Like the concession agreements themselves, Guatemala's post-conflict government is only 25 years old and the country's still-scarred population is struggling to build a multicultural and egalitarian society in the face of impunity and rampant state corruption. "The way the power structure works," Davis said, "there is a constant struggle for resources that is increasingly mediated by force and violence rather than institutions. So while the forest communities of the Petén are showing the world that they are contributing to society and conserving the forests, those arguments can only go so far in this volatile institutional and political context."
Es por eso que el apoyo global es tan crítico.

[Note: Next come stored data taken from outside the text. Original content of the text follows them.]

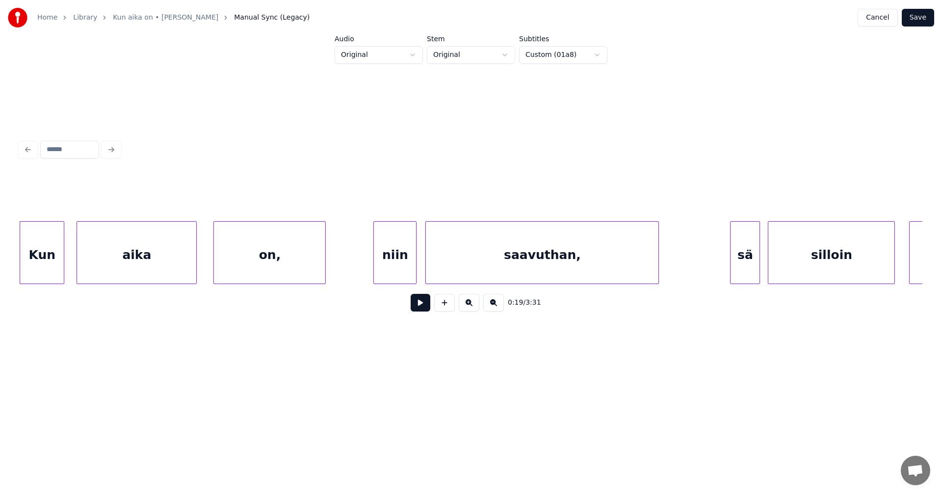  What do you see at coordinates (379, 39) in the screenshot?
I see `label: Audio` at bounding box center [379, 39].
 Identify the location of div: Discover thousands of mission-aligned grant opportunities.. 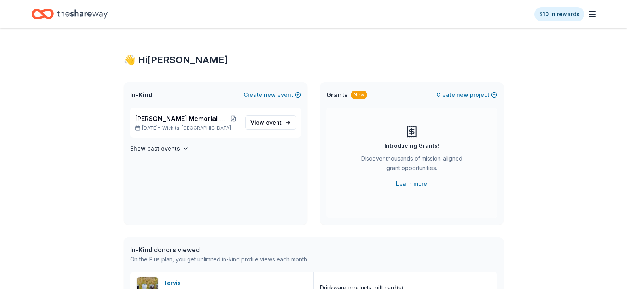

A medida que crece la conciencia sobre la importancia de las selvas tropicales en la batalla contra el cambio climático, y ante la creciente evidencia de que las comunidades indígenas y locales son los mejores administradores de esos bosques, el mundo filantrópico debe continuar empoderando a grupos como ACOFOP. Ayudar a los gobiernos a menudo frágiles que supervisan estos valiosos recursos naturales también será clave, ya sea a través de fondos vinculados a los esfuerzos de sostenibilidad, mejores políticas comerciales y de drogas u otras medidas de gobernanza. El cambio climático y la desigualdad están indisolublemente ligados, y debemos reconocer que quién posee, controla y se beneficia de los recursos naturales determina el futuro de la tierra y las comunidades que la llaman hogar. Al apoyar a esos guardianes —los pueblos indígenas y locales— protegemos nuestros bosques y el planeta. Como Cortave señaló recientemente, “Los árboles no luchan entre sí; saben vivir en perfecta armonía. Es cuando los humanos se involucran cuando las cosas se complican».